Max turned to check on Phenalla and discovered she had kicked the back doors open. Cathy still couldn’t open her’s, so he dragged her out through the driver’s door by her arm. If she minded this physicality, she didn’t complain.

A bunch of flowers was thrust into his hands. While he gawped in confusion, Phenalla and Cathy were sprinting up the road away from him with similar floral armour held over their heads. A great clod of earth fell on his head before he had the sense to follow suit.

As Max caught up, he was amazed that Cathy was guiding Phenalla in a bizarre weaving path that avoided the larger missiles that would have landed on them otherwise. Max had less skill – or luck – and suffered a number of painful blows despite his polymer roses.

So much detritus had been thrown into the air that the first signs of dawn had disappeared. When Betsy rolled into the crater and her tail-lights disappeared, the darkness became complete.

‘Down here,’ Miss Hess called to their right. It took a leap of faith to enter the gully beside the road, and they were still skidding down loose gravel when the second explosion turned night into day. Max closed his eyes until the after-image had faded. His ears were ringing though he couldn’t remember hearing a sound – just a stabbing pain in his head.

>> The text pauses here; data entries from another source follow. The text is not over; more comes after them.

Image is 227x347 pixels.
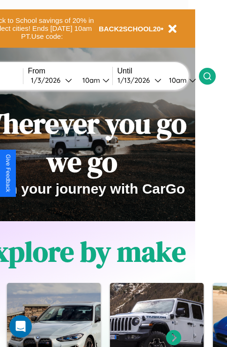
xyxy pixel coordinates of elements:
button: 1/3/2026 [28,75,75,85]
div: Give Feedback [5,154,11,192]
div: 10am [78,76,102,85]
button: 10am [161,75,199,85]
div: Open Intercom Messenger [9,315,32,337]
div: 10am [164,76,189,85]
div: 1 / 3 / 2026 [31,76,65,85]
label: Until [117,67,199,75]
label: From [28,67,112,75]
b: BACK2SCHOOL20 [99,25,161,33]
div: 1 / 13 / 2026 [117,76,154,85]
button: 10am [75,75,112,85]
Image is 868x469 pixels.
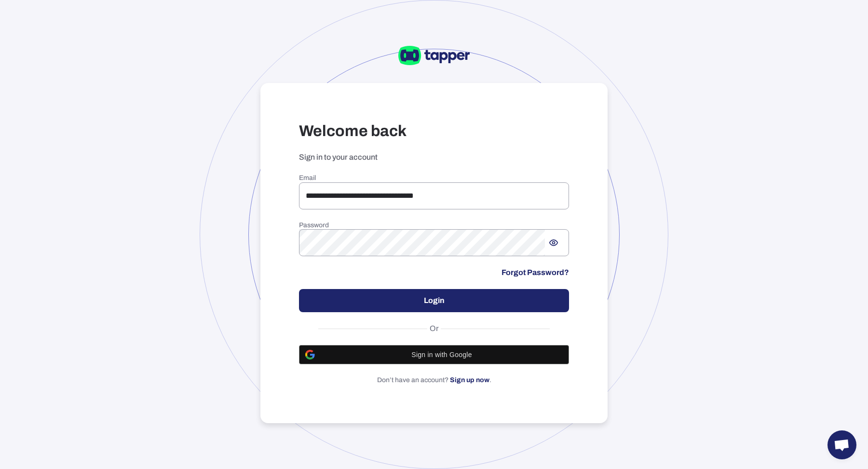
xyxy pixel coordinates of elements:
h3: Welcome back [299,121,569,141]
button: Login [299,289,569,312]
a: Sign up now [450,377,490,384]
button: Sign in with Google [299,345,569,364]
a: Open chat [828,430,856,460]
span: Sign in with Google [321,350,563,358]
h6: Email [299,173,569,182]
p: Don’t have an account? . [299,376,569,384]
p: Sign in to your account [299,152,569,162]
a: Forgot Password? [501,268,569,277]
span: Or [427,324,441,333]
h6: Password [299,221,569,230]
button: Show password [544,234,562,251]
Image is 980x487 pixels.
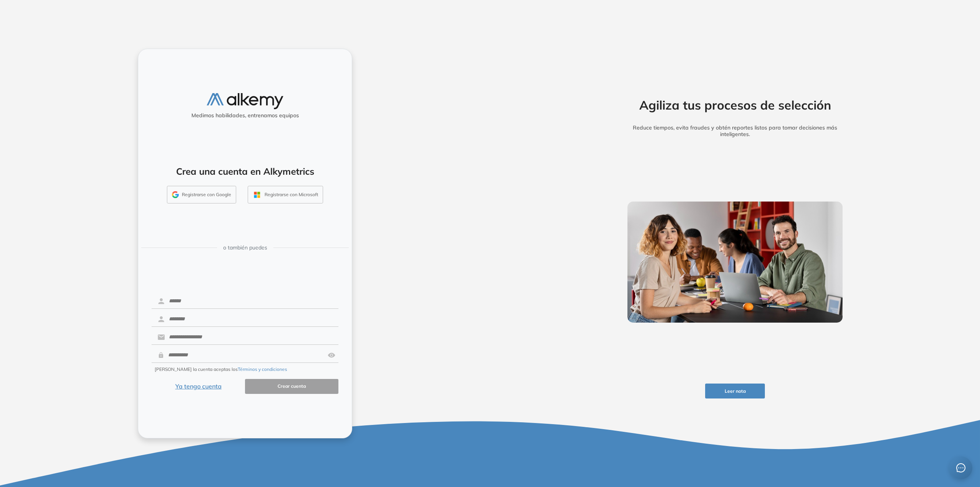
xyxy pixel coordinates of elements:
button: Crear cuenta [245,379,339,393]
img: img-more-info [628,201,843,323]
span: o también puedes [223,244,267,252]
button: Registrarse con Microsoft [248,186,323,203]
img: asd [327,348,335,363]
h5: Reduce tiempos, evita fraudes y obtén reportes listos para tomar decisiones más inteligentes. [615,124,855,138]
h4: Crea una cuenta en Alkymetrics [148,166,342,177]
h2: Agiliza tus procesos de selección [615,97,855,113]
span: message [956,463,966,473]
button: Ya tengo cuenta [152,379,245,393]
img: logo-alkemy [207,94,283,109]
button: Términos y condiciones [238,366,287,372]
img: OUTLOOK_ICON [253,190,261,200]
img: GMAIL_ICON [172,191,178,198]
h5: Medimos habilidades, entrenamos equipos [141,113,349,118]
button: Leer nota [705,384,765,398]
button: Registrarse con Google [167,186,237,203]
span: [PERSON_NAME] la cuenta aceptas los [155,366,287,372]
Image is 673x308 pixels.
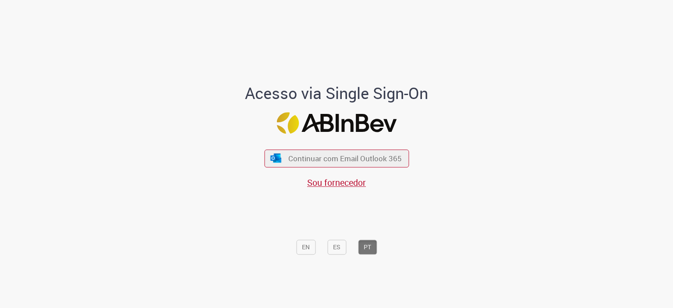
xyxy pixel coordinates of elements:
[264,149,409,167] button: ícone Azure/Microsoft 360 Continuar com Email Outlook 365
[215,85,458,102] h1: Acesso via Single Sign-On
[327,240,346,255] button: ES
[307,177,366,188] a: Sou fornecedor
[270,153,282,163] img: ícone Azure/Microsoft 360
[277,113,397,134] img: Logo ABInBev
[296,240,316,255] button: EN
[288,153,402,163] span: Continuar com Email Outlook 365
[358,240,377,255] button: PT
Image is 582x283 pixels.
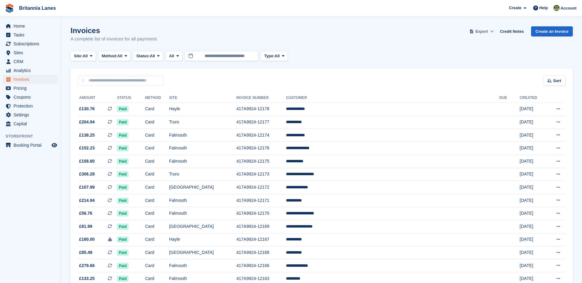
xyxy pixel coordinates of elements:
span: All [275,53,280,59]
td: 417A9924-12177 [236,116,286,129]
td: 417A9924-12174 [236,129,286,142]
td: Falmouth [169,207,236,221]
span: Analytics [13,66,50,75]
td: Card [145,233,169,247]
td: [DATE] [520,233,546,247]
span: All [117,53,122,59]
span: £279.66 [79,263,95,269]
td: [DATE] [520,129,546,142]
span: Method: [102,53,117,59]
td: Falmouth [169,129,236,142]
span: Paid [117,211,128,217]
a: Britannia Lanes [17,3,58,13]
span: Paid [117,145,128,152]
span: £85.49 [79,250,92,256]
td: [DATE] [520,142,546,155]
td: [DATE] [520,155,546,168]
a: menu [3,66,58,75]
span: Paid [117,250,128,256]
span: Coupons [13,93,50,102]
a: Credit Notes [498,26,526,37]
td: [GEOGRAPHIC_DATA] [169,247,236,260]
span: Capital [13,120,50,128]
span: Sites [13,48,50,57]
td: [DATE] [520,103,546,116]
img: stora-icon-8386f47178a22dfd0bd8f6a31ec36ba5ce8667c1dd55bd0f319d3a0aa187defe.svg [5,4,14,13]
th: Due [499,93,520,103]
span: £133.25 [79,276,95,282]
td: Hayle [169,233,236,247]
a: menu [3,22,58,30]
span: £107.99 [79,184,95,191]
a: menu [3,141,58,150]
td: Falmouth [169,155,236,168]
td: Truro [169,116,236,129]
span: Settings [13,111,50,119]
a: menu [3,84,58,93]
td: Card [145,116,169,129]
td: Falmouth [169,260,236,273]
span: Paid [117,159,128,165]
span: Paid [117,171,128,178]
a: menu [3,93,58,102]
td: 417A9924-12169 [236,221,286,234]
td: Card [145,194,169,207]
img: Sam Wooldridge [553,5,560,11]
th: Created [520,93,546,103]
td: 417A9924-12172 [236,181,286,195]
span: Site: [74,53,83,59]
a: menu [3,75,58,84]
span: £138.25 [79,132,95,139]
span: Paid [117,119,128,125]
span: £158.80 [79,158,95,165]
span: Storefront [6,133,61,140]
td: 417A9924-12176 [236,142,286,155]
span: Type: [264,53,275,59]
p: A complete list of invoices for all payments [71,36,157,43]
a: Create an Invoice [531,26,573,37]
span: Paid [117,237,128,243]
a: menu [3,102,58,110]
span: Subscriptions [13,40,50,48]
a: menu [3,40,58,48]
span: Status: [136,53,150,59]
span: Paid [117,276,128,282]
span: All [83,53,88,59]
button: Type: All [261,51,288,61]
td: Card [145,207,169,221]
a: menu [3,111,58,119]
span: Paid [117,133,128,139]
td: Card [145,260,169,273]
span: Booking Portal [13,141,50,150]
button: Status: All [133,51,163,61]
td: [DATE] [520,221,546,234]
a: menu [3,31,58,39]
button: Export [468,26,495,37]
button: All [166,51,182,61]
td: 417A9924-12166 [236,260,286,273]
td: [DATE] [520,116,546,129]
th: Status [117,93,145,103]
span: Sort [553,78,561,84]
span: Paid [117,263,128,269]
span: £180.00 [79,237,95,243]
td: [DATE] [520,207,546,221]
span: Paid [117,224,128,230]
span: All [150,53,155,59]
a: menu [3,120,58,128]
span: CRM [13,57,50,66]
td: Hayle [169,103,236,116]
span: Tasks [13,31,50,39]
td: 417A9924-12167 [236,233,286,247]
span: Invoices [13,75,50,84]
span: Paid [117,198,128,204]
td: [GEOGRAPHIC_DATA] [169,181,236,195]
td: Card [145,181,169,195]
td: [DATE] [520,168,546,181]
a: menu [3,48,58,57]
th: Site [169,93,236,103]
td: [GEOGRAPHIC_DATA] [169,221,236,234]
span: £306.28 [79,171,95,178]
td: 417A9924-12168 [236,247,286,260]
td: 417A9924-12170 [236,207,286,221]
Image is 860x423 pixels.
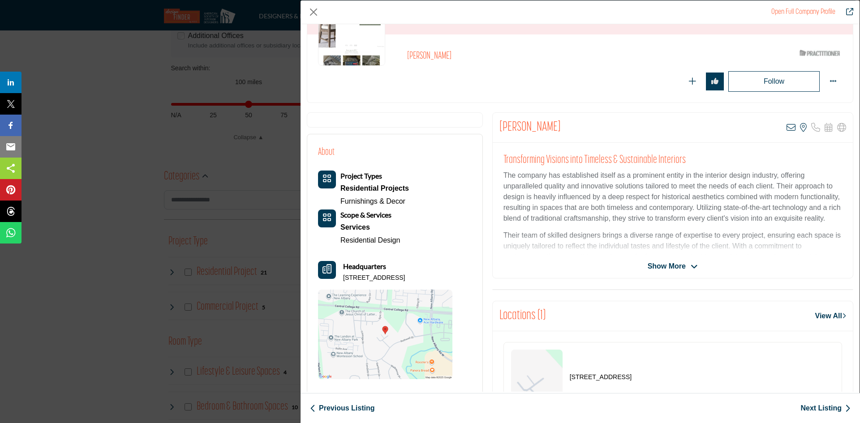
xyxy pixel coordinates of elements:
[503,230,842,295] p: Their team of skilled designers brings a diverse range of expertise to every project, ensuring ea...
[310,403,374,414] a: Previous Listing
[648,261,686,272] span: Show More
[683,73,701,90] button: Redirect to login page
[340,182,409,195] div: Types of projects range from simple residential renovations to highly complex commercial initiati...
[340,221,400,234] div: Interior and exterior spaces including lighting, layouts, furnishings, accessories, artwork, land...
[318,290,452,379] img: Location Map
[340,211,391,219] a: Scope & Services
[307,5,320,19] button: Close
[340,197,405,205] a: Furnishings & Decor
[318,210,336,227] button: Category Icon
[340,210,391,219] b: Scope & Services
[503,154,842,167] h2: Transforming Visions into Timeless & Sustainable Interiors
[340,172,382,180] a: Project Types
[824,73,842,90] button: More Options
[499,120,561,136] h2: Wayne Aspey
[340,236,400,244] a: Residential Design
[799,47,840,59] img: ASID Qualified Practitioners
[815,311,846,322] a: View All
[340,221,400,234] a: Services
[499,308,545,324] h2: Locations (1)
[511,350,562,401] img: Location Map
[728,71,820,92] button: Redirect to login
[407,51,653,62] h2: [PERSON_NAME]
[570,373,631,382] p: [STREET_ADDRESS]
[318,145,335,160] h2: About
[318,261,336,279] button: Headquarter icon
[318,171,336,189] button: Category Icon
[840,7,853,17] a: Redirect to wayne-aspey
[503,170,842,224] p: The company has established itself as a prominent entity in the interior design industry, offerin...
[343,261,386,272] b: Headquarters
[343,274,405,283] p: [STREET_ADDRESS]
[771,9,835,16] a: Redirect to wayne-aspey
[706,73,724,90] button: Redirect to login page
[800,403,850,414] a: Next Listing
[340,182,409,195] a: Residential Projects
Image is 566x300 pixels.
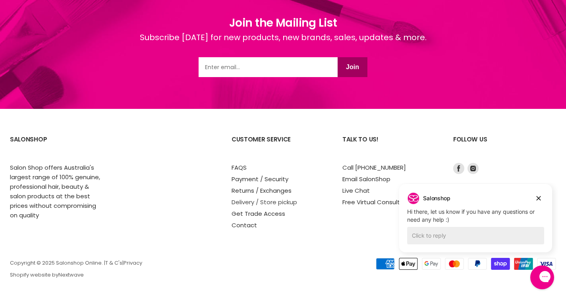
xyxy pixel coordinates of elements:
[342,186,370,195] a: Live Chat
[10,163,105,220] p: Salon Shop offers Australia's largest range of 100% genuine, professional hair, beauty & salon pr...
[231,198,297,206] a: Delivery / Store pickup
[337,57,367,77] button: Join
[10,260,333,278] p: Copyright © 2025 Salonshop Online. | | Shopify website by
[231,209,285,218] a: Get Trade Access
[231,221,257,229] a: Contact
[58,271,84,278] a: Nextwave
[393,183,558,264] iframe: Gorgias live chat campaigns
[342,175,390,183] a: Email SalonShop
[231,129,326,162] h2: Customer Service
[123,259,142,266] a: Privacy
[342,129,437,162] h2: Talk to us!
[231,175,288,183] a: Payment / Security
[105,259,122,266] a: T & C's
[10,129,105,162] h2: SalonShop
[231,163,247,171] a: FAQS
[453,129,556,162] h2: Follow us
[526,262,558,292] iframe: Gorgias live chat messenger
[140,15,426,31] h1: Join the Mailing List
[140,31,426,57] div: Subscribe [DATE] for new products, new brands, sales, updates & more.
[342,198,400,206] a: Free Virtual Consult
[231,186,291,195] a: Returns / Exchanges
[342,163,406,171] a: Call [PHONE_NUMBER]
[198,57,337,77] input: Email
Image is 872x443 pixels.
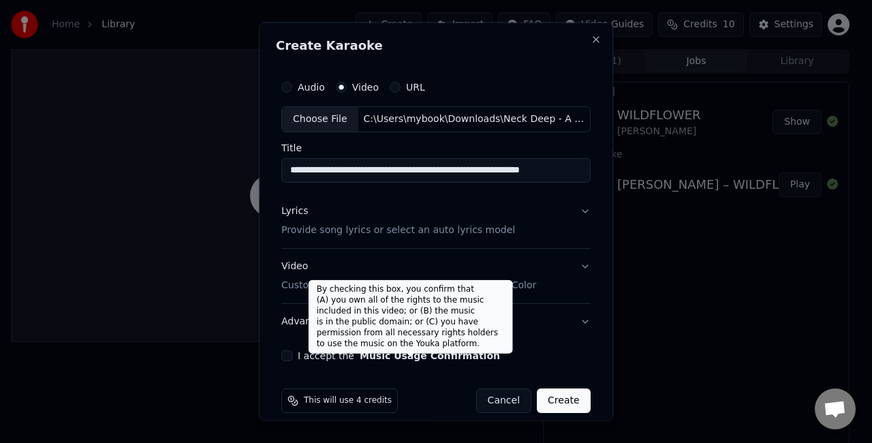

A number of burning roses landed nearby to light their way before Miss Hess appeared. The flash-light incorporated into the cuff of her coat guided them into a drain that passed under the road. Here they sheltered from the remaining fallout, though there seemed to be less road to fall this time.

A bright flash lit the clouds of dust above them.

‘What was that?’ Max asked.

‘Twenty six, twenty seven …’ Miss Hess was counting the seconds. It was almost a minute before he heard the final explosion.

‘Looks like they got it,’ Miss Hess shouted with excitement. ‘Pity our boys didn’t catch it before Betsy was vaporised. Going by the sound delay, it must have been below one hundred thousand feet. Quite unusual for a modern attack drone to fly so low. They must have really wanted to get you.’ Even while talking, she was air-typing rapidly, and a light on her latest model ring-phone indicated she was getting replies.

‘Whose drone was it then?’ Max asked.

Miss Hess shrugged. ‘Like they’re going to tell me. I’ve heard the air-force is always chasing drones. Could be anyone. They can’t really shoot too many down without admitting we’ve lost control of our skies. The Americans tell us nothing, so even the armed ones might be friendly.’

‘Armed drones flying over Australia!’ Cathy said indignantly.

‘Yes, who’d have thought,’ she said. ‘When I was young, only the major powers could kill remotely by drone – now everyone’s at it. A new form of world democracy. Let’s move you civilians further from the carnage before the cavalry arrive.’

They followed her away from the debris field.

‘This should be far enough,’ she said after they had moved a hundred metres. ‘You lot stay here while I take a look to see who got killed in the chase car. Serves them right for tail-gating, and I’m grateful you suggested the shell game, but if anyone asks, let’s not mention why they died. It’s not good for morale.’

Miss Hess began climbing up to the roadway, then paused. ‘Choosing a wreath can be a delicate matter when you’ve worked for many years with the deceased. A tricky balance between taste and cost, particularly if you didn’t like them, but I think I might be more generous this time.’

With that, she slipped away into the dusty darkness towards the faint and flickering glow.